The Latest Pokemon Entry Is A Beautiful Game About Community

The Latest Pokemon Entry Is A Beautiful Game About Community

Review: Pokémon Pokopia

The Pokémon series turned 30 recently, and across three decades of games, cartoons, movies and endless merchandise, there have been a lot of different ways to engage with it. But the core appeal of Pokémon has remained the same the whole time – imagining that you have a special, unique bond with a team of lovely creatures. Pokémon Pokopia adds an interesting wrinkle: it removes us, humanity, from the equation entirely, and asks us to rebuild society alongside a bunch of Pokémon who, the game makes clear, dearly miss their humans.

Yes, Pokémon Pokopia is the series’ take on a kind-of-sort-of post-apocalypse, a world where you travel across numerous blighted regions and restore Pokémon habitats in the hope that a sense of livelihood can be restored to a desolate landscape. You play as a Ditto, a Pokémon that can, famously, take on the form of any other Pokémon – but this one has instead taken on the shape of its absent trainer. You gain new abilities by learning them from other Pokémon, and the core experience involves a lot of terraforming and building – you can smash up each environment, take the blocks of material left behind, and then rebuild as you see fit.

Pokopia is a truly enormous game, which can be quite intimidating. The more you explore, the clearer it becomes that the world you’re inhabiting – modeled on Kanto from the original games – is absolutely packed full of things to discover. Knock through a wall with your rock smash ability and you might discover a hidden cave; build a bridge to a distant island and there could be new items and Pokémon over there; restructure your town and you might find yourself thinking about irrigation systems, or how to best distribute electricity, or how best to decorate an entire street of houses.

Pokopia is a game you can play at your own pace. There’s a story to follow, and if you want to focus on the core objectives and move through it a bit faster, that’s an option: you’ll still unlock a bunch of Pokémon to pal around with and learn many new abilities this way. But I found that the appeal of digging around, mentally mapping out each new zone, exploring and learning, was irresistible. This is a game where every time I’d jump in, I’d find myself following some new whim: trying to gather resources, or re-organising my storage boxes to sort my materials more effectively, or just walking through an area talking to all the Pokémon to learn what I could be doing to make them happier.

Keeping all of these Pokémon happy with their living arrangements is one of the game’s core mechanics, which is pretty lovely. As you complete quests for them, and living conditions improve, the world of Pokopia brightens and expands – and if you stick with it long enough, you’ll eventually find yourself thinking about what it would take to fundamentally rebuild this broken society. It’s fairly heady stuff for a game about Pokémon, but Pokopia never gets too maudlin about it.

There is a logic to your actions that is easy enough to keep track of. You can spray water to wet soil, then use “leafage” to grow plants, which might result in a new Pokémon habitat forming. If you want to grow vegetables you need to till the soil first, and if you want electricity for an area you’ll have to build a working power grid of poles – nothing’s too complicated, but you need to really think about how different elements of society function to move ahead. You can build with any blocks you find, but you’ll need soil to grow vegetables; buildings should be made of something hardier, like brick; if you need lumber you can take logs to a Pokémon with a cut ability, whereas a Grass-type can help plants grow, and a fire-type can light a campfire, and so on.

The game’s size can occasionally lead to issues, though. Your inventory space is limited, and my regions are a mess of storage boxes now – they’re not interconnected, so trying to access something specific you stored for later can be a tedious process (especially when crafting out of materials you’ve collected is a major mechanic).. Keeping track of every mission you’ve been given, and every ability possessed by the Pokémon you’ve met, can be daunting, and the real-time nature of developing certain buildings means that you really need to manage your time. This can sometimes feel antithetical to the chill vibes Pokopia is trying to cultivate.

But any friction in Pokopia is a consequence of ambition, which this game has in enormous quantities. It’s a hopeful, sad, lovely experience, full of many small moments that all add up to something epic in scale. Play the game for long enough and you’ll create something close to a utopia – a world full of happy Pokémon, celebrating together – but making that world also means reckoning with why humans are no longer in it. The Pokémon series has sometimes dabbled in social commentary, but Pokopia‘s examination of community building is something entirely new. It’s beautiful and moving, but also fun and silly. It’s a game that perfectly exemplifies why Pokémon has endured for 30 years – and why it will remain important for many more.

Pokémon Pokopia is available now on Nintendo Switch 2. A review copy was provided by the publisher.

James O’Connor has been writing about games since 2008. He is the author of Untitled Goose Game for Boss Fight Books.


_Task_
All lines from the one containing "Describe the element" through the final line of the records below should be reproduced exactly, with the pictures left out.

++++

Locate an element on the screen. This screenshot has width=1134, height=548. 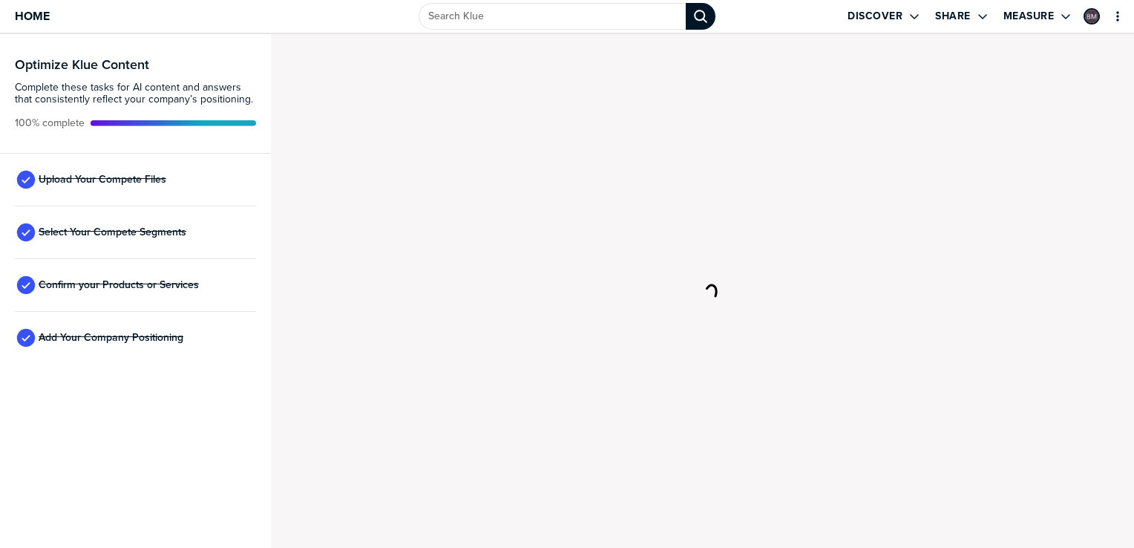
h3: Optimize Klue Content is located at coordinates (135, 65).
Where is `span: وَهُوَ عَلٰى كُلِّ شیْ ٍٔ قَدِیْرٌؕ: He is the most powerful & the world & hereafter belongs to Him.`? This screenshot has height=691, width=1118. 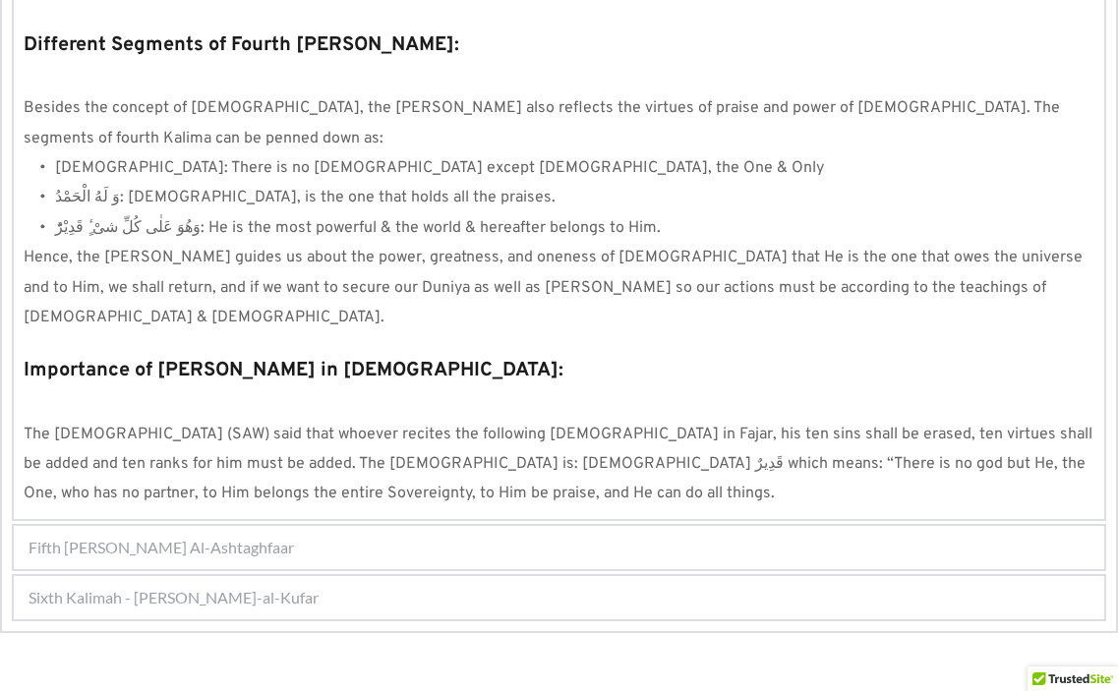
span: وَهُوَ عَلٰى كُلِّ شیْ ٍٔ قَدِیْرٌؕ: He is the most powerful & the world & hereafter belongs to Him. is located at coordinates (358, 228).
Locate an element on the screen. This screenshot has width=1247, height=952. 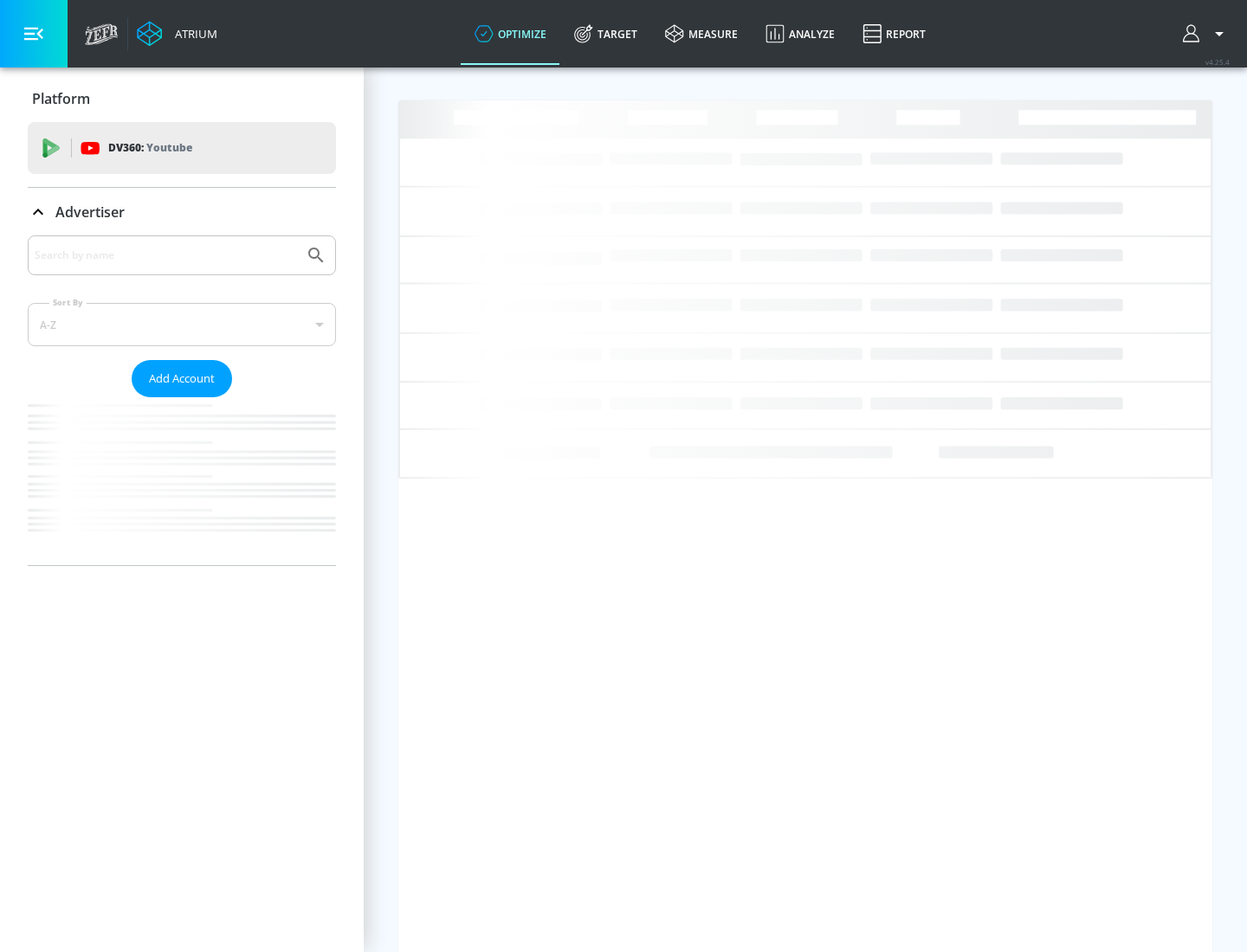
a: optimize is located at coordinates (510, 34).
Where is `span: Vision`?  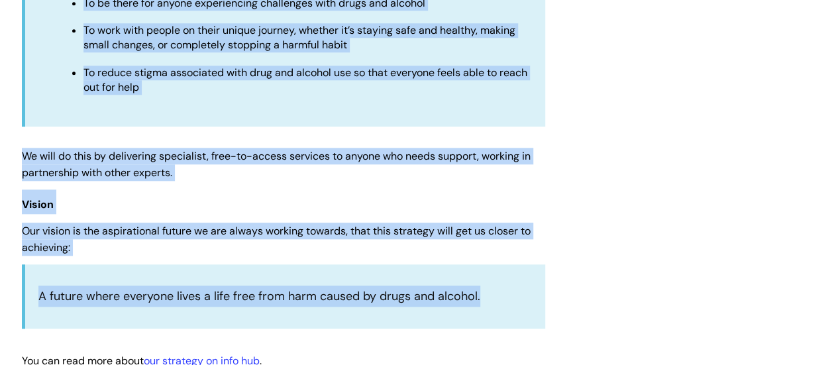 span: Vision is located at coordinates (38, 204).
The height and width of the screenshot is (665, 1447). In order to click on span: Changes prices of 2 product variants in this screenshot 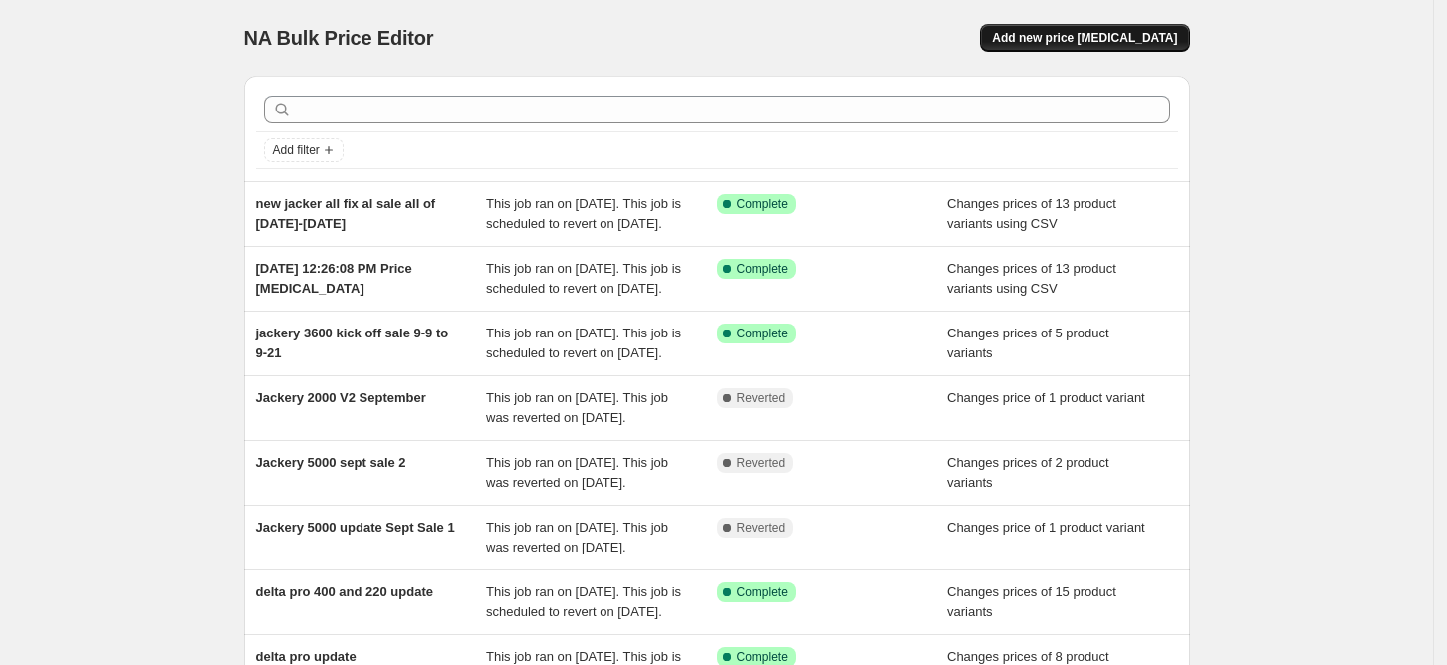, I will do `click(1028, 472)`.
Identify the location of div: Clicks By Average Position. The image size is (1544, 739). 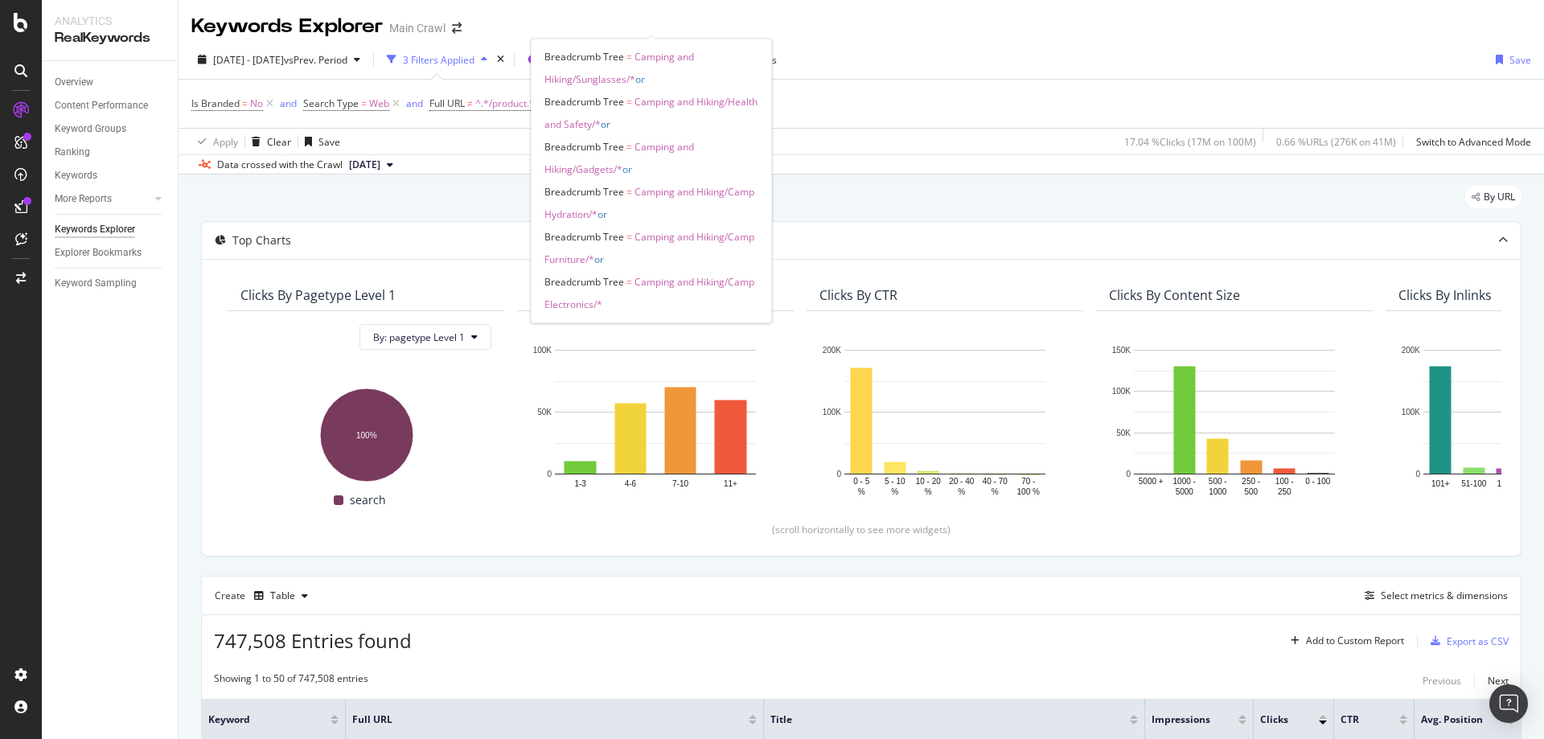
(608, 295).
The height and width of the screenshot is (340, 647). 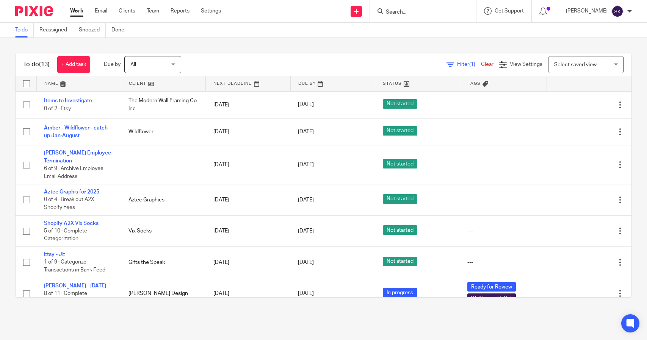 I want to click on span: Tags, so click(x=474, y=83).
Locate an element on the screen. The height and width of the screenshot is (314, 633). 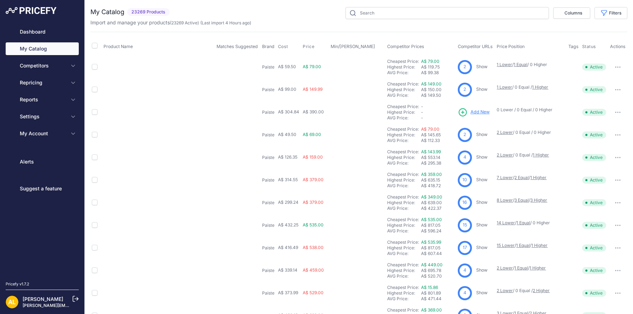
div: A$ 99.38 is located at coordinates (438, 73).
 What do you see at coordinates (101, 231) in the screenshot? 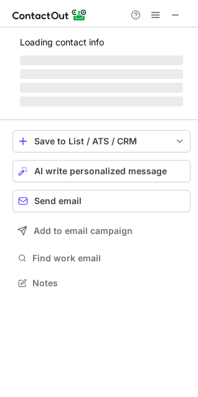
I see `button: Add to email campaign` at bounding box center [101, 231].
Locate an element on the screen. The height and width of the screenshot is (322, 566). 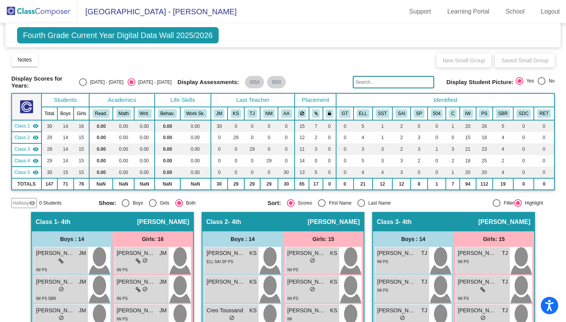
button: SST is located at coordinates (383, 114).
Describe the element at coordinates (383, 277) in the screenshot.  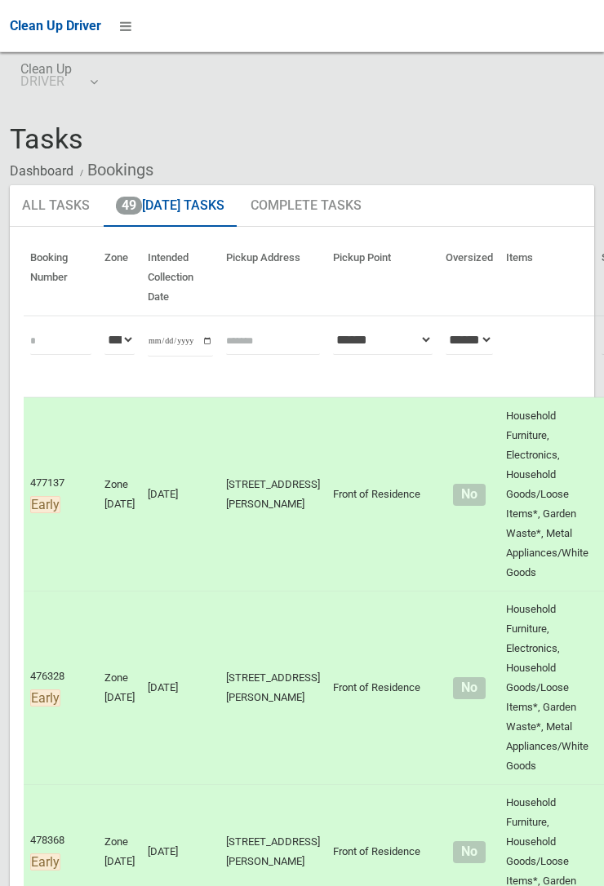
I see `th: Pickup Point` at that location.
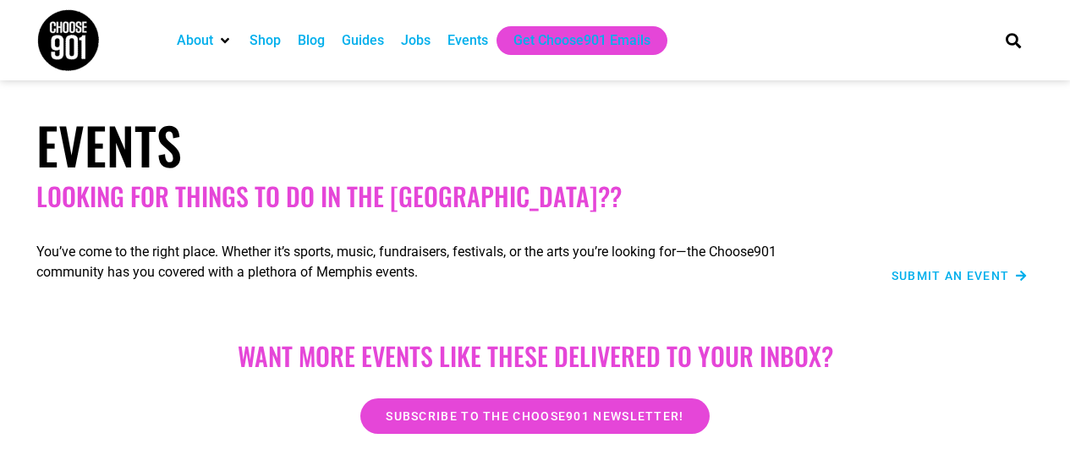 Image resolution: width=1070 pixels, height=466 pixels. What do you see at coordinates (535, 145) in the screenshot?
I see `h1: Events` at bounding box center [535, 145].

++++

_Task response_
Describe the element at coordinates (383, 277) in the screenshot.  
I see `th: Pickup Point` at that location.
 Image resolution: width=1070 pixels, height=466 pixels. What do you see at coordinates (535, 145) in the screenshot?
I see `h1: Events` at bounding box center [535, 145].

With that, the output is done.